Seeing that her thoughts were elsewhere, Cecil bent towards Lucy and said:
“To me it seemed perfectly appalling, disastrous, portentous.”
“I am so sorry that you were stranded.”
“Not that, but the congratulations. It is so disgusting, the way an engagement is regarded as public property — a kind of waste place where every outsider may shoot his vulgar sentiment. All those old women smirking!”
“One has to go through it, I suppose. They won’t notice us so much next time.”
“But my point is that their whole attitude is wrong. An engagement — horrid word in the first place — is a private matter, and should be treated as such.”
Yet the smirking old women, however wrong individually, were racially correct. The spirit of the generations had smiled through them, rejoicing in the engagement of Cecil and Lucy because it promised the continuance of life on earth. To Cecil and Lucy it promised something quite different — personal love. Hence Cecil’s irritation and Lucy’s belief that his irritation was just.
“How tiresome!” she said. “Couldn’t you have escaped to tennis?”
“I don’t play tennis — at least, not in public. The neighbourhood is deprived of the romance of me being athletic. Such romance as I have is that of the Inglese Italianato.”
“Inglese Italianato?”
“E un diavolo incarnato! You know the proverb?”
She did not. Nor did it seem applicable to a young man who had spent a quiet winter in Rome with his mother. But Cecil, since his engagement, had taken to affect a cosmopolitan naughtiness which he was far from possessing.
“Well,” said he, “I cannot help it if they do disapprove of me. There are certain irremovable barriers between myself and them, and I must accept them.”
“We all have our limitations, I suppose,” said wise Lucy.
“Sometimes they are forced on us, though,” said Cecil, who saw from her remark that she did not quite understand his position.
“How?”
“It makes a difference doesn’t it, whether we fully fence ourselves in, or whether we are fenced out by the barriers of others?”
She thought a moment, and agreed that it did make a difference.
“Difference?” cried Mrs. Honeychurch, suddenly alert. “I don’t see any difference. Fences are fences, especially when they are in the same place.”
“We were speaking of motives,” said Cecil, on
whom the interruption jarred.
“My dear Cecil, look here.” She spread out her knees and perched her card-case on her lap. “This is me. That’s Windy Corner. The rest of the pattern is the other people. Motives are all very well, but the fence comes here.”
“We weren’t talking of real fences,” said Lucy, laughing.
“Oh, I see, dear — poetry.”
She leant placidly back. Cecil wondered why Lucy had been amused.
“I tell you who has no ‘fences,’ as you call them,” she said, “and that’s Mr. Beebe.”
“A parson fenceless would mean a parson defenceless.”
Lucy was slow to follow what people said, but quick enough to detect what they meant.
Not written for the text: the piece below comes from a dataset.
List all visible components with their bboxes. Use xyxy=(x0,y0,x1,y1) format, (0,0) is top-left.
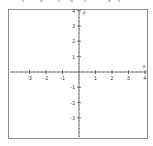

She missed Cecil’s epigram, but grasped the feeling that prompted it.
“Don’t you like Mr. Beebe?” she asked thoughtfully.
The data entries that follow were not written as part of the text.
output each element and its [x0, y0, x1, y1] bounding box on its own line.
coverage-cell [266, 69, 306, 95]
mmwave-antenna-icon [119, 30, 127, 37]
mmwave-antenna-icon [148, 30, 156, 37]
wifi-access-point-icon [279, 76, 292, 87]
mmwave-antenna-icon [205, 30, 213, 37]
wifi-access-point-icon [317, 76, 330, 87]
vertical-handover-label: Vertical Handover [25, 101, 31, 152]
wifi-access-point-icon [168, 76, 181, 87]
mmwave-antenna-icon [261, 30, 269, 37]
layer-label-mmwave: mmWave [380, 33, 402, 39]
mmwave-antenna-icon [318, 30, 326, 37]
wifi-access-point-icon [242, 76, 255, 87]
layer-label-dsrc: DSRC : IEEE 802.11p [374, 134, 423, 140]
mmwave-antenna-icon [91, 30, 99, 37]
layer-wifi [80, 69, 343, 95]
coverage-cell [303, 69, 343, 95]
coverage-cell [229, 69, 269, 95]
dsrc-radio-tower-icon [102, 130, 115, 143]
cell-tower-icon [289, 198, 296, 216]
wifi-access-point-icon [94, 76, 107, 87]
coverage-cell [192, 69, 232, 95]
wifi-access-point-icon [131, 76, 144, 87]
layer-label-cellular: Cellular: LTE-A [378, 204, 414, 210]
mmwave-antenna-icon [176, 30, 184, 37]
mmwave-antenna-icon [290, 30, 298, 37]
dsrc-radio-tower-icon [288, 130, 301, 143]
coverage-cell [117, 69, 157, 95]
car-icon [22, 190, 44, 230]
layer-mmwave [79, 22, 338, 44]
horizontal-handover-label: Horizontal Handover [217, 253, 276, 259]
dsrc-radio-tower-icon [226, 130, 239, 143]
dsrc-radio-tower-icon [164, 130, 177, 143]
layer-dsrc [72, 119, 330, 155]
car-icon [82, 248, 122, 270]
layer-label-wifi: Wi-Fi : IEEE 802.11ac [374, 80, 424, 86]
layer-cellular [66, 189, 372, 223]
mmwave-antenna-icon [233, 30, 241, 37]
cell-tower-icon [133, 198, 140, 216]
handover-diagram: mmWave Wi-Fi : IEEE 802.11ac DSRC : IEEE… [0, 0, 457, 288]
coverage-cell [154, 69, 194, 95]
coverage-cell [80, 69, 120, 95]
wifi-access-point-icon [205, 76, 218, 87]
“I never said so!” he cried. “I consider him far above the average. I only denied— “ And he swept off on the subject of fences again, and was brilliant.
“Now, a clergyman that I do hate,” said she wanting to say something sympathetic, “a clergyman that does have fences, and the most dreadful ones, is Mr. Eager, the English chaplain at Florence. He was truly insincere — not merely the manner unfortunate. He was a snob, and so conceited, and he did say such unkind things.”
“What sort of things?”
“There was an old man at the Bertolini whom he said had murdered his wife.”
“Perhaps he had.”
“No!”
“Why ‘no’?”
“He was such a nice old man, I’m sure.”
Cecil laughed at her feminine inconsequence.
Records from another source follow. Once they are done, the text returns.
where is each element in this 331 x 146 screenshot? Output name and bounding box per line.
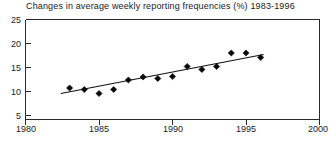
data-point: [111, 86, 117, 92]
x-axis-ticks: [26, 120, 320, 125]
trend-line: [61, 55, 264, 94]
data-point: [169, 73, 175, 79]
x-axis-tick-labels: 1980 1985 1990 1995 2000: [16, 124, 328, 134]
y-axis-ticks: [26, 20, 31, 116]
x-tick-label-1985: 1985: [89, 124, 109, 134]
y-tick-label-15: 15: [11, 63, 21, 73]
y-tick-label-20: 20: [11, 39, 21, 49]
data-point: [67, 85, 73, 91]
x-tick-label-1995: 1995: [236, 124, 256, 134]
x-tick-label-2000: 2000: [308, 124, 328, 134]
x-tick-label-1980: 1980: [16, 124, 36, 134]
data-point: [125, 77, 131, 83]
y-tick-label-5: 5: [16, 111, 21, 121]
data-point: [228, 50, 234, 56]
axis-frame-top-right: [26, 20, 320, 120]
y-axis-tick-labels: 25 20 15 10 5: [11, 15, 21, 121]
y-tick-label-25: 25: [11, 15, 21, 25]
data-point: [81, 86, 87, 92]
x-tick-label-1990: 1990: [163, 124, 183, 134]
data-point: [155, 75, 161, 81]
y-tick-label-10: 10: [11, 87, 21, 97]
axis-spines: [26, 20, 320, 120]
data-point: [243, 50, 249, 56]
data-point: [96, 90, 102, 96]
data-point: [140, 74, 146, 80]
chart-container: Changes in average weekly reporting freq…: [0, 0, 331, 146]
chart-plot-area: 25 20 15 10 5 1980 1985 1990 1995 2000: [0, 0, 331, 146]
“Well, I did try to sift the thing. Mr. Eager would never come to the point. He prefers it vague — said the old man had ‘practically’ murdered his wife — had murdered her in the sight of God.”
“Hush, dear!” said Mrs. Honeychurch absently. “But isn’t it intolerable that a person whom we’re told to imitate should go round spreading slander? It was, I believe, chiefly owing to him that the old man was dropped. People pretended he was vulgar, but he certainly wasn’t that.”